BitcoinACKs.com v1 Release
Based on website traffic logs and positive feedback from frequent contributors to Bitcoin Core, BitcoinACKs.com has found product/market fit. So I'm bringing it out of beta and releasing it as version 1! Thank you to Justin Moen for contributing to this release.
Contributing to open source software does not begin and end with writing code. There is a collaborative process between contributors to ensure that the software and its codebase evolve in a satisfactory direction. Participating in this process is rewarding because contributors accomplish together much more than they could in isolation, both due to the division of labor and due to peer review of contributions.
Engaging in the collaborative process also has costs. For the Bitcoin Core development process specifically, contributions are peer reviewed by a number of volunteers before being merged. This means that your contribution, in the form of a pull request, must attract the time and attention of reviewers. The simplest way to get a review is reciprocity: you carefully review a few pull requests, and their authors will generally return the favor. That said, your pull request can attract reviewers on its own merits as well, with a description indicating an attractive level of engineering quality or ingenuity.
A reviewer may "NACK" a pull request without having read one line of code, because the description of the pull request itself indicates irremediable conceptual problems. If a reviewer is interested in your pull request, they will read through your code and leave comments. Optionally they will compile your code and test its functionality.
After a reviewer has provided their conceptual and code feedback on the pull request, you respond by either updating the code in your pull request or providing justifications. If the reviewer is satisfied with your responses then they "ACK" your pull request.
During the process of review, other pull requests are likely to get merged in. If the changes in these pull requests overlap with your own, your pull request goes from being "mergeable" to "conflicting". You as the author must manually reconcile the differences and reviewers check to see that the reconciling changes are appropriate.
When the maintainers of the project are satisfied that an appropriate number of reviews have resulted in ACKs, they merge the pull request.
There are a few points of friction in this process which I decided could best be addressed with an improved list of pull requests.
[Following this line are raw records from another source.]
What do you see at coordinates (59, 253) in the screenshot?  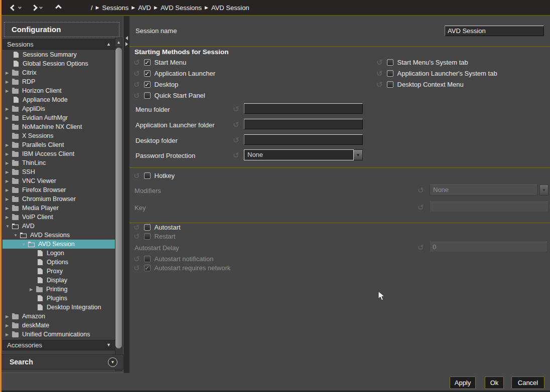 I see `tree-item: Logon` at bounding box center [59, 253].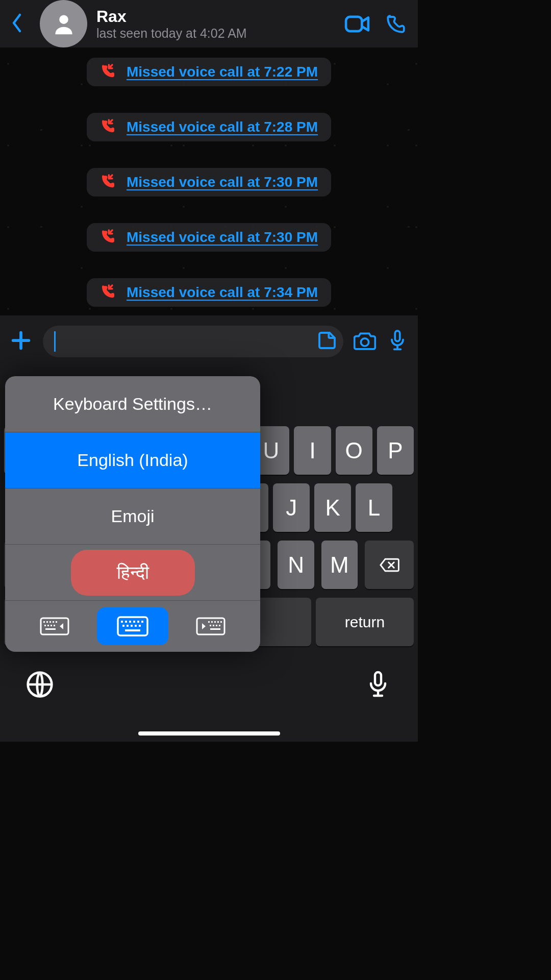 The image size is (551, 980). Describe the element at coordinates (63, 23) in the screenshot. I see `contact-avatar` at that location.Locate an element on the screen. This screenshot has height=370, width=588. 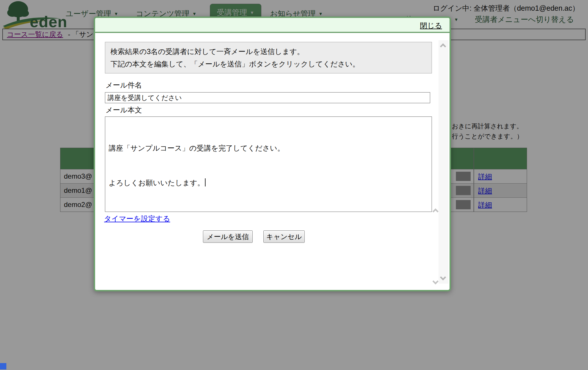
set-timer-link: タイマーを設定する is located at coordinates (137, 219).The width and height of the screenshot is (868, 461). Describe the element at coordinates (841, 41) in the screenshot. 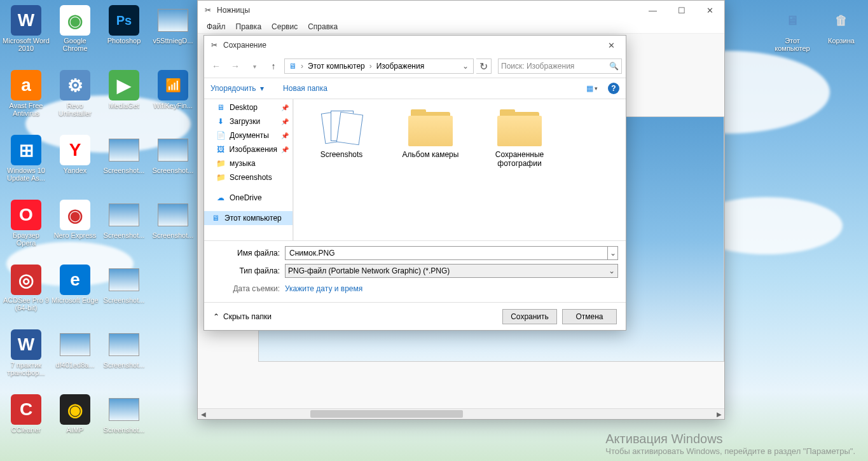

I see `icon-label: Корзина` at that location.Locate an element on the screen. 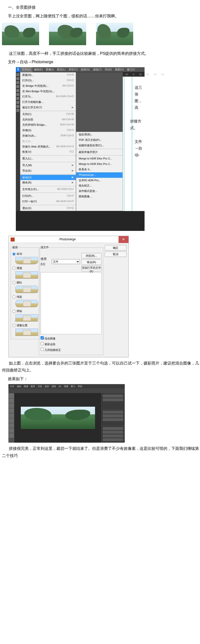 The image size is (200, 644). menu-item: 在 Bridge 中浏览(B)...Alt+Ctrl+O is located at coordinates (48, 86).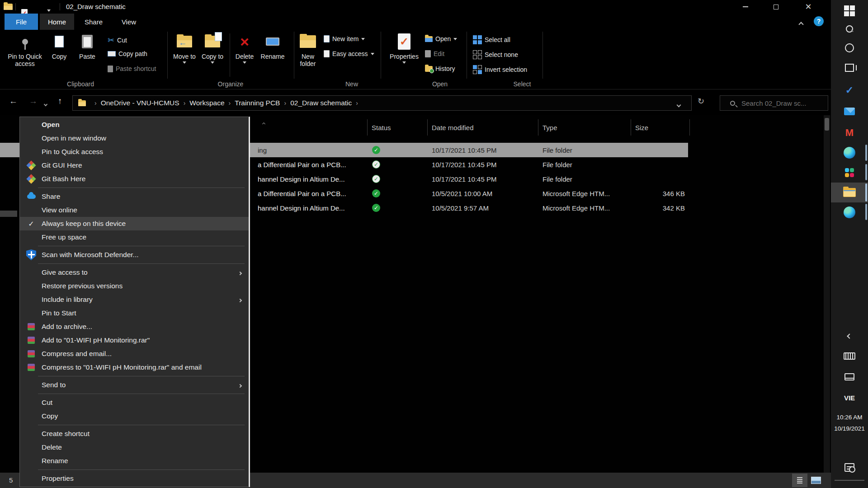 The width and height of the screenshot is (868, 488). I want to click on column-header-type: Type, so click(550, 127).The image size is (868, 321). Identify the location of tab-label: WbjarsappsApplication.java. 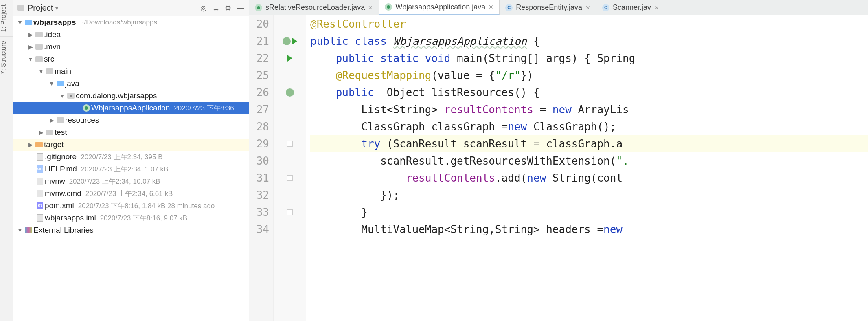
(441, 7).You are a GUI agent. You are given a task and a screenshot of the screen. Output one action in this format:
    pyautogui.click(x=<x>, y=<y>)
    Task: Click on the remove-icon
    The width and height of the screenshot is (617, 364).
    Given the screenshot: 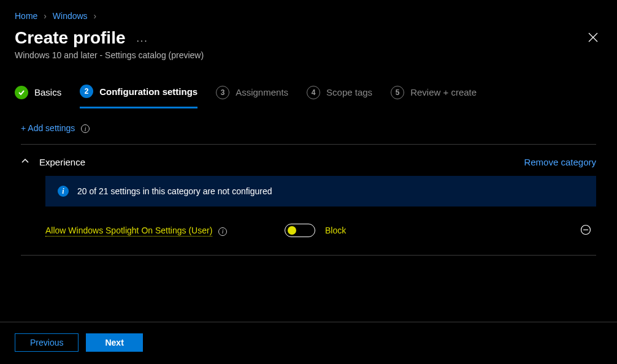 What is the action you would take?
    pyautogui.click(x=586, y=230)
    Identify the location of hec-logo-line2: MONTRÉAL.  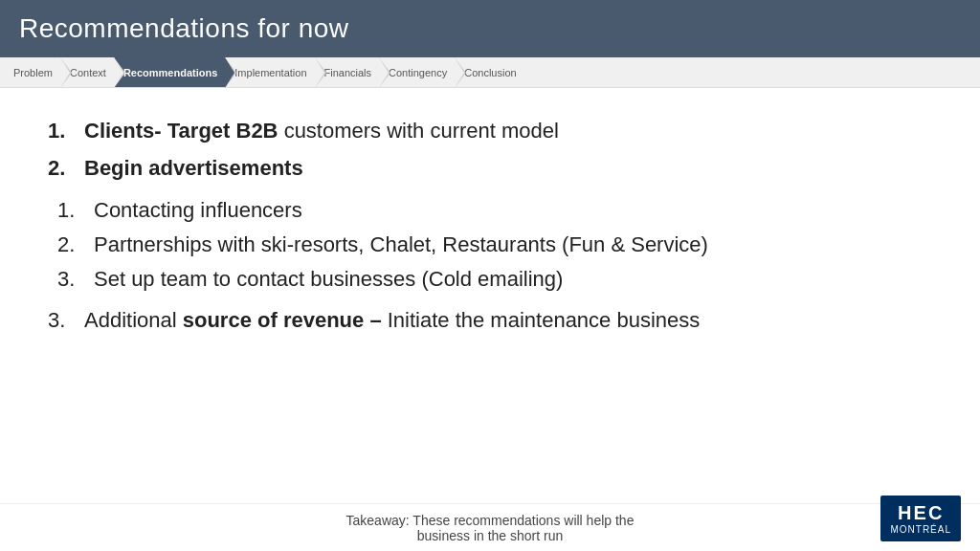
(921, 530).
Here is a screenshot of the default GitHub list of pull requests:
While this view does give a lot of information, it is not comprehensive. For example, it does not display whether pull requests are mergeable or conflicting. Additionally, it is not customized to reflect information generated by the Bitcoin Core development process. We have the number of comments, but no summary of who has ACKed the pull request.
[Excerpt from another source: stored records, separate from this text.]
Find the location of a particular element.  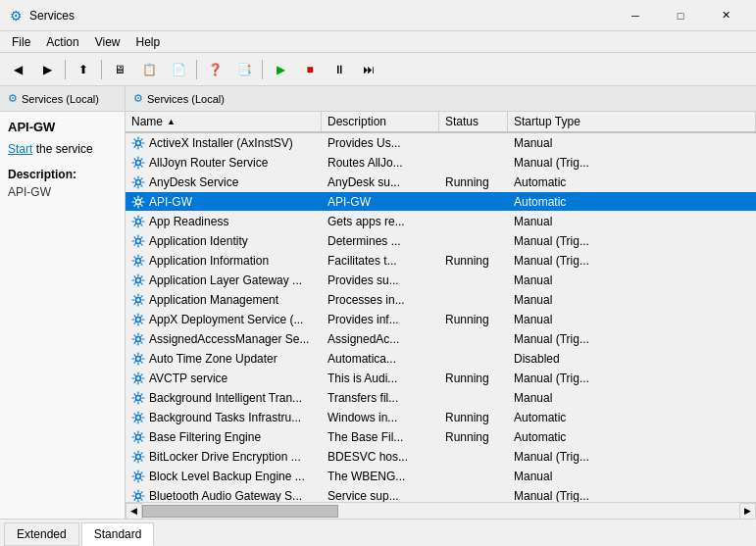

cell-name: Background Intelligent Tran... is located at coordinates (224, 398).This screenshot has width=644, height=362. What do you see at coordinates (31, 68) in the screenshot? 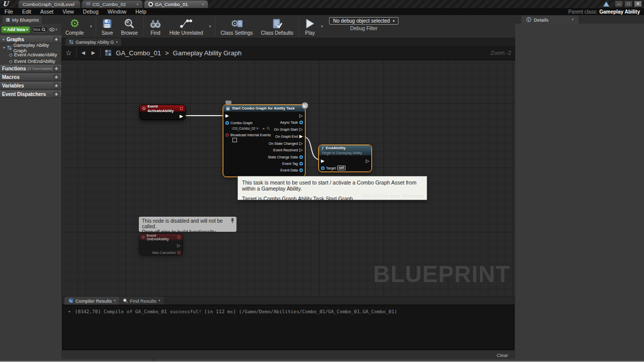
I see `section-functions: Functions (4 Overridable) +` at bounding box center [31, 68].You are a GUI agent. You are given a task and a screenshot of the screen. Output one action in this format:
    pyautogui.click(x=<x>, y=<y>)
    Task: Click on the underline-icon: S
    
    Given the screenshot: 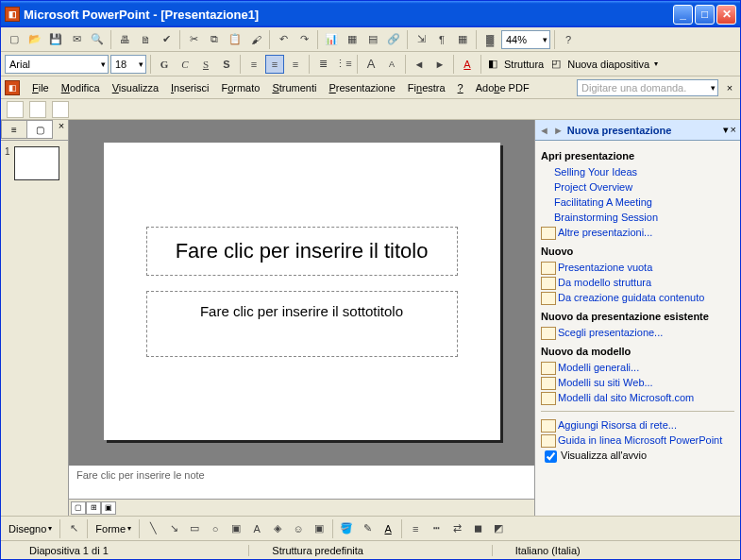 What is the action you would take?
    pyautogui.click(x=206, y=64)
    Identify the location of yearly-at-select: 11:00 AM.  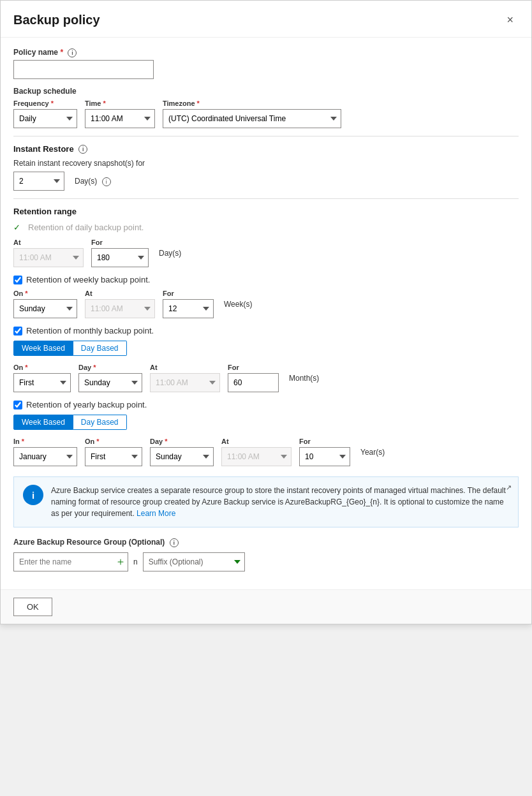
(256, 457). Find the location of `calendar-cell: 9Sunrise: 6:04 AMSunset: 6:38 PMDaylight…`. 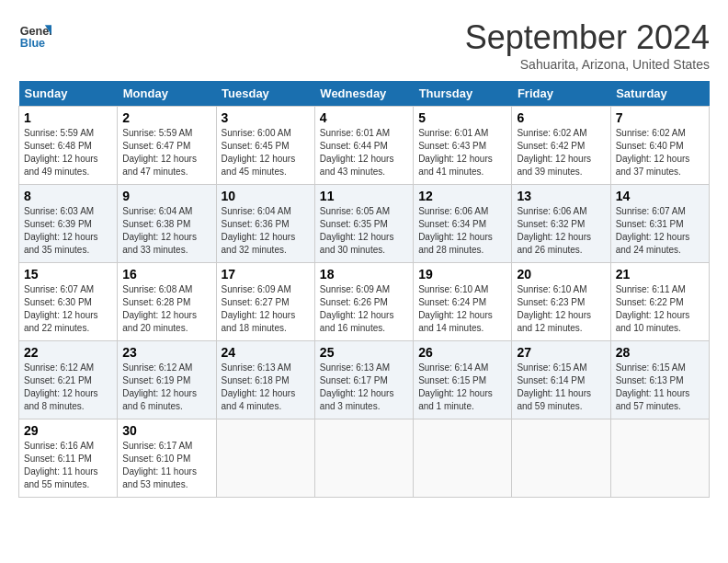

calendar-cell: 9Sunrise: 6:04 AMSunset: 6:38 PMDaylight… is located at coordinates (167, 224).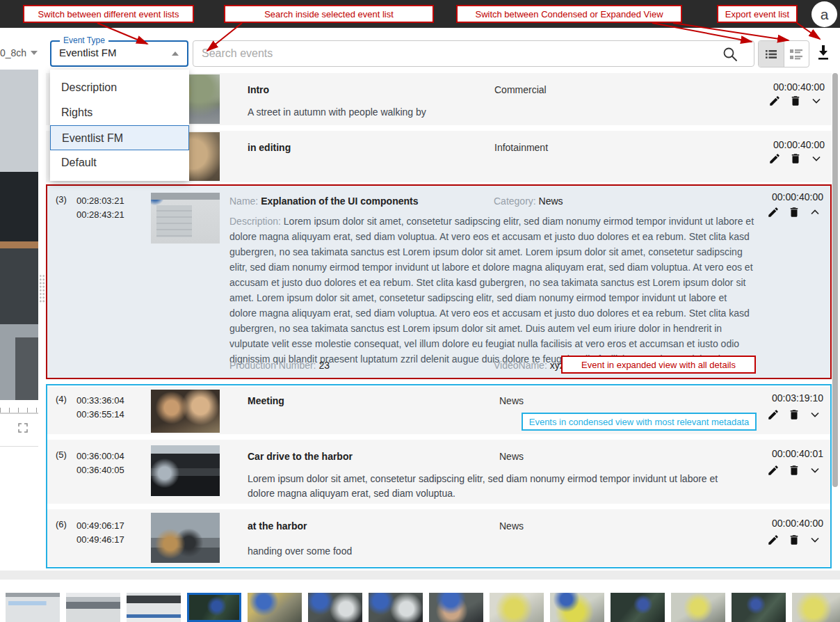 This screenshot has width=840, height=622. I want to click on production-number: 23, so click(324, 365).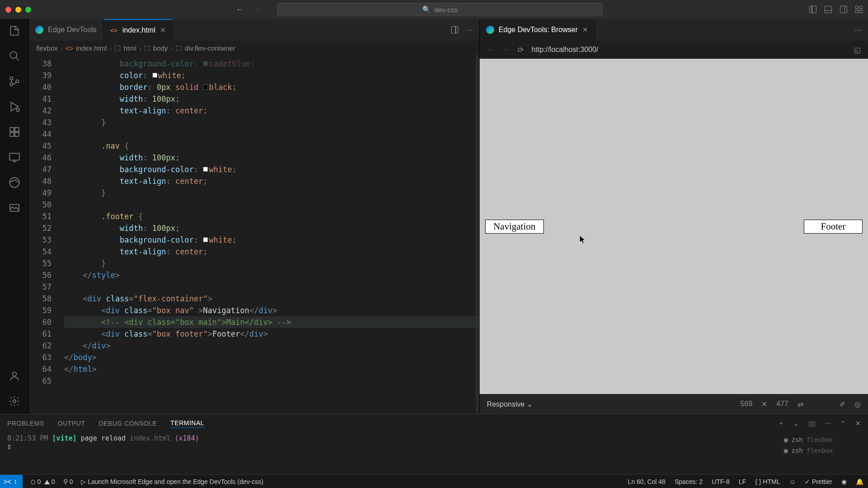  What do you see at coordinates (646, 482) in the screenshot?
I see `status-cursor-position: Ln 60, Col 48` at bounding box center [646, 482].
This lack of visibility means that authors, reviewers, and maintainers have to click into each pull request and skim the comments to understand the status of the pull request. This would be manageable for a dozen open pull requests, but there are currently 265 open pull requests. Lack of visibility reduces the productivity of everyone involved.
BitcoinACKs.com increases visibility by querying GitHub's API for pull requests and their comments, parsing those comments, and displaying the information in a visually useful manner. Here is a screenshot of the BitcoinACKs.com list of pull requests:
There are additional product ideas I would like to implement in future versions, which I've listed here.
The main outcome I'm hoping to see with BitcoinACKs.com is fewer pull requests languishing in the backlog. Volunteers can't be "told" what to review and when, but if the cost of identifying targets for review is lowered, we can expect to see more reviews being produced. Likewise, if maintainers can easily identify pull requests that are ready to be merged, then authors do not need to remember to ask for a merge. Lastly, BitcoinACKs.com has search, sort, and filter features which allow contributors to explore historical pull requests as well as open ones. Better tooling is not a panacea, and there's no substitute for thoughtful engineering, but improvements at the margin can help an open source project maintain quality while steadily increasing the number of contributors.